Abstract

ABSTRACT In a country like Uruguay, that imagines itself as a ‘country without Indians’, the emergence of groups of activists who claim to be of indigenous descent has provoked a series of reactions that cover a wide spectrum that goes from mockery to wrath. The State and some of the most revered anthropologists (like Daniel Vidart and Renzo Pi Hugarte), as well as the general public, are reluctant to recognize their legitimacy. This has serious legal consequences in that country, which does not count with a specific legal framework to deal with indigenous matters due to the fact that Uruguay has not ratified the ILO Convention number 169, which is the most important international piece of indigenous legislation that has binding power for the ratifying nations. In this paper, I will discuss the pertinence of settler colonial studies for the understanding of some historical processes in the Southern Cone.

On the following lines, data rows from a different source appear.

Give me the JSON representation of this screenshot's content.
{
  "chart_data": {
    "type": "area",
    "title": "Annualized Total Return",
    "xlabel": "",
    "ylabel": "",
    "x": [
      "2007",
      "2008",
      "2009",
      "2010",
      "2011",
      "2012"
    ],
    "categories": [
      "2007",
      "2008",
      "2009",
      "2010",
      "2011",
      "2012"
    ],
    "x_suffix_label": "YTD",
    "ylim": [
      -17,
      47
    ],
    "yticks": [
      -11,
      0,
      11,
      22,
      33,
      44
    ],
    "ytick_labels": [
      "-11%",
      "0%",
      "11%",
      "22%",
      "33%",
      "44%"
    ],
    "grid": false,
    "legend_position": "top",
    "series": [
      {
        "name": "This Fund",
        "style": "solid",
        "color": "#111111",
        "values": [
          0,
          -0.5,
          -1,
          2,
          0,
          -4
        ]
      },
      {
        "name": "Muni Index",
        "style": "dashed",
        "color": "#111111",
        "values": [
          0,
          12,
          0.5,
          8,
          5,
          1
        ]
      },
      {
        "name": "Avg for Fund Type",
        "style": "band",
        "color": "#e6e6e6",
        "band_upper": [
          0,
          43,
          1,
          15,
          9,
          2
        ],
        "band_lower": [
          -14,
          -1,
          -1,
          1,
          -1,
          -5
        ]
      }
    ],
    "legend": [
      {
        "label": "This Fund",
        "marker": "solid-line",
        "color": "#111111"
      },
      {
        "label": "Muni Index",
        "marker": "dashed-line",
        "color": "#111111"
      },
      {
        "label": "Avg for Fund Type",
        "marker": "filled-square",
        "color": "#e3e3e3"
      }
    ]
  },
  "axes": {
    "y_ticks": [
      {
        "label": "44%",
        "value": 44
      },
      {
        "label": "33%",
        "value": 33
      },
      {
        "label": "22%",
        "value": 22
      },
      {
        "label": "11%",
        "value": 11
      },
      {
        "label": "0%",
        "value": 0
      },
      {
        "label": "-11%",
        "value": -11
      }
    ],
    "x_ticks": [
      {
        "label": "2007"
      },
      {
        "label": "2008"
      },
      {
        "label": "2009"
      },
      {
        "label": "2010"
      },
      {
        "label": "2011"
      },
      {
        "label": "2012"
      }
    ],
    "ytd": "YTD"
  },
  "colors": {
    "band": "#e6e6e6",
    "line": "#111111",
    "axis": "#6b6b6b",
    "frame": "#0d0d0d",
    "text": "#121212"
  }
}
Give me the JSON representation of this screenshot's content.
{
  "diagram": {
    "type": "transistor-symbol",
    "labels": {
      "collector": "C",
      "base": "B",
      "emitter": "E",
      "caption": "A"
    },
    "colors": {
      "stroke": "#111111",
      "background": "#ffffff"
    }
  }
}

I will also try to shed some light on the Uruguayan case through an analysis of the importance of the Marxian notion of primitive accumulation, which explains the process of dispossession suffered by the diverse indigenous groups that populated the land before the arrival of European settlers. Hopefully, this will shed some light on the sometimes angry and violent reactions of Uruguayan mainstream society to the reemergence of indigenous collectives in a country where they were thought to be extinct: their reappearance puts into question the legitimate possession of the land by the Uruguayan State and its inhabitants.